The essays collected within this volume ask how literary practices
are shaped by the experience of being at sea-and also how they
forge that experience. Individual chapters explore the literary
worlds of naval ships, whalers, commercial vessels, emigrant ships,
and troop transports from the seventeenth to the twentieth-first
century, revealing a rich history of shipboard reading, writing,
and performing. Contributors are interested both in how literary
activities adapt to the maritime world, and in how individual and
collective shipboard experiences are structured through-and framed
by-such activities. In this respect, the volume builds on
scholarship that has explored reading as a spatially situated and
embodied practice. As our contributors demonstrate, the shipboard
environment and the ocean beyond it place the mind and body under
peculiar forms of pressure, and these determine acts of reading-and
of writing and performing-in specific ways.
This study argues that late medieval English 'mystery plays' were
about masculinity as much as Christian theology, modes of devotion,
or civic self-consciousness. Performed repeatedly by generations of
merchants and craftsmen, these Biblical plays produced fantasies
and anxieties of middle class, urban masculinity, many of which are
familiar today.
This volume is a study of human entanglements with Nature as seen
through the mode of haunting. As an interruption of the present by
the past, haunting can express contemporary anxieties concerning
our involvement in the transformation of natural environments and
their ecosystems, and our complicity in their collapse. It can also
express a much-needed sense of continuity and relationality. The
complexity of the question-who and what gets to be called human
with respect to the nonhuman-is reflected in these collected
chapters, which, in their analysis of cinematic and literary
representations of sentient Nature within the traditional gothic
trope of haunting, bring together history, race, postcolonialism,
and feminism with ecocriticism and media studies. Given the growing
demand for narratives expressing our troubled relationship with
Nature, it is imperative to analyze this contested ground. "Chapter
6" is available open access under a Creative Commons Attribution
4.0 International License via link.springer.com.
How did a single genre of text have the power to standardise the
English language across time and region, rival the Bible in notions
of authority, and challenge our understanding of objectivity,
prescription, and description?

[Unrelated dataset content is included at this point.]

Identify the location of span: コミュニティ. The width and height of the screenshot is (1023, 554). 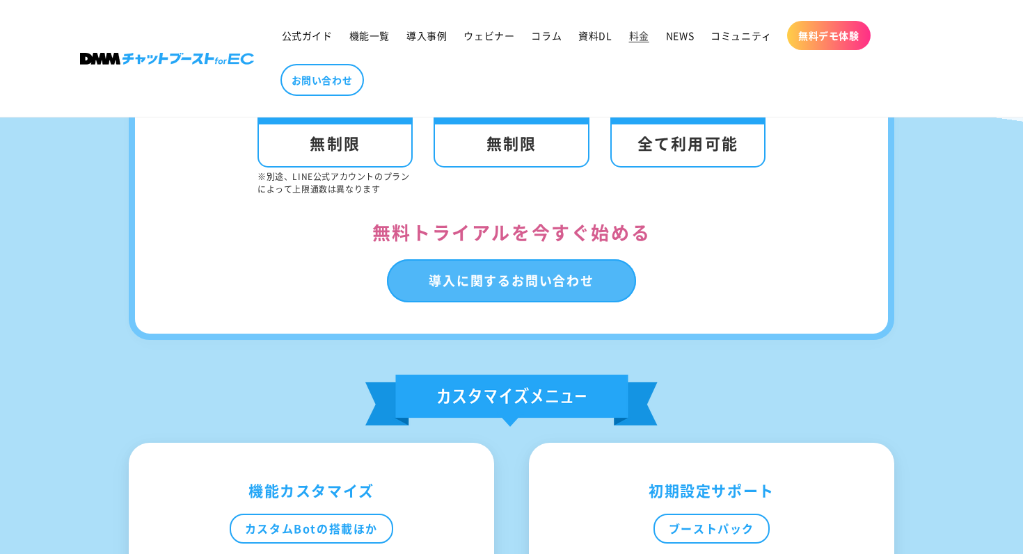
(741, 35).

Since the first monolingual
dictionary appeared in 1604, the genre has sparked evolution,
innovation, devotion, plagiarism, and controversy. This
comprehensive volume presents an overview of essential issues
pertaining to dictionary style and content and a fresh narrative of
the development of English dictionaries throughout the centuries.
Essays on the regional and global nature of English lexicography
(dictionary making) explore its power in standardising varieties of
English and defining nations seeking independence from the British
Empire: from Canada to the Caribbean. Leading scholars and
lexicographers historically contextualise an array of dictionaries
and pose urgent theoretical and methodological questions relating
to their role as tools of standardisation, prestige, power,
education, literacy, and national identity.